Date: Oct 21, 2011
Source: The Daily Star
Tunisian expats cast first free Arab Spring votes

PARIS: Tunisians abroad thronged to vote Thursday in the first post-Arab Spring free election, three days before their compatriots at home go to the polls to turn the page on 23 years of autocratic rule.
Like many who voted Thursday, historic opposition figure Kamel Jendoubi, who heads the overall election organizing body ISIE, was tearful as he voted at a consulate in Paris.


“I dreamt of this day, I couldn’t imagine but now I’m living it!” he said. “If we came here a few months ago, a few years ago, we’d simply be thrown out, it wasn’t our house.”


Expat Tunisians choose 18 of the 217 members of the constituent assembly, voting until Saturday in six “constituencies”: two in France, one in Italy, one in Germany, one in North America and one for other Arab nations.
Tunisians living in former colonial ruler France will elect 10 of these 18 seats, in an assembly that will be tasked with drafting a new constitution.


Pollsters expect the Islamist Ennahda (Renaissance) to win most votes, stoking fears Tunisia may swap a secular dictatorship for a religious one, nine months after street protests toppled strongman Zine al-Abidine Ben Ali.
Almost a million Tunisians live abroad, with up to 500,000 living in France alone.
About 500 people wearing thick coats against the autumn chill queued patiently outside the consulate at the Porte de Pantin on Paris’ outskirts.


In Paris, a housewife who gave her name as Mrs. Ben-Hassoun, 49, showed her index finger, stained dark green to show she had already voted, having queued for two hours to vote “for a good cause.”
“This is the first time in my life. I’m very proud. I hope it leads to something good,” she said.


Ahlem Laribi, 27, came to vote with her sister alongside many elderly Tunisians in the Mediterranean city of Marseille. “It was useless to vote until now,” she said. “We’re going to try to change things … I’ve always lived in France, but today, I’m 200 percent proud to be Tunisian.”


Dozens of Tunisians braved the rain in Rome to vote in a festive atmosphere. “I’m 57 and I’ve never once voted,” said Aziz Mohammad Hedi.
“Since Jan. 14 we’re really free … these elections are the revolution’s first fruit.”


Sallouha Maslinski, one of around 60,000 Tunisians eligible to vote in Germany, cast her ballot at the embassy in Berlin. “It’s a bit difficult because all of this is new for us,” said the 50-year-old, who has spent almost half her life in Germany.
There are around 1,500 lists to choose from in the vote under the proportional representation system, aimed at avoiding the dominance of any single party, as has been the case for the last 50 years.


In Cairo, where Egyptians inspired by the Tunisian revolt in February toppled their own ruler Hosni Mubarak after over 30 years in power as the Arab Spring gathered momentum, some voters were overcome by emotion.
Votes cast abroad will be counted Saturday and the results announced after voting ends in Tunisia Sunday.
Turnout is the big unknown of the election, the first free vote after two decades of fallen strongman Ben Ali’s rule during which the results of the rigged elections were always known well in advance.


Ben Ali, once backed by the West for his supposed role as a rampart against Islamization, fled to Saudi Arabia a month into a leaderless uprising by Tunisians driven to the streets by social injustice, poverty and corruption.
The short transition period was marked by protests against the pace of change and sporadic violence across the country, which is under intense global scrutiny as the spearhead of the fast-spreading Arab Spring.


■ WHAT NEEDS TO BE DONE
Answer with the number of lines in the records that contain "Image" and with nothing else.
━━━ SUPPLIED ENTRIES
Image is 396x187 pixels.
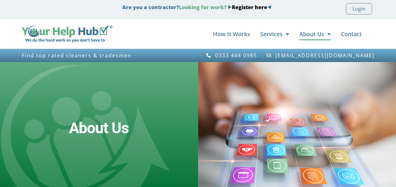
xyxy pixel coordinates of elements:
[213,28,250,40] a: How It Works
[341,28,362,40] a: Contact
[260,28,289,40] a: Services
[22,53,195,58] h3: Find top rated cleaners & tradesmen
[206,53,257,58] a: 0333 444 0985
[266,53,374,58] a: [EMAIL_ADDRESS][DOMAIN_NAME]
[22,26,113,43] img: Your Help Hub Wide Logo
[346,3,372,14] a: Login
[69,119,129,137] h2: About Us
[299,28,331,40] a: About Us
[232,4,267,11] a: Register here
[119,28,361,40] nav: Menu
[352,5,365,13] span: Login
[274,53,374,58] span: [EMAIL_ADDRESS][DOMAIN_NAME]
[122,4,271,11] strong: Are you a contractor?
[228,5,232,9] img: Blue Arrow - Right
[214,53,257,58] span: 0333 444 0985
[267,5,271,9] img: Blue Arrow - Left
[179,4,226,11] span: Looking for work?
━━━━━━
━━━ SUPPLIED ENTRIES
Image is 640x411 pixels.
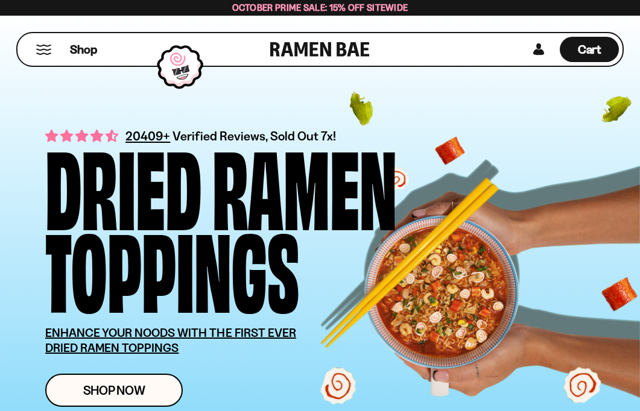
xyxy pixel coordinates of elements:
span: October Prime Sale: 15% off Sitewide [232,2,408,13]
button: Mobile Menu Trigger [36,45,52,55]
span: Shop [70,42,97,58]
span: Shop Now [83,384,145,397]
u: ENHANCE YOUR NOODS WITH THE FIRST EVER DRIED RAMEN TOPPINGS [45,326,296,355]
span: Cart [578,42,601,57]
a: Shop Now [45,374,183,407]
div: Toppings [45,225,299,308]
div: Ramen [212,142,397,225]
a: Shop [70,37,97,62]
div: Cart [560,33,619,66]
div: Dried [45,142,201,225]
━━━━━━
■ RESPONSE
2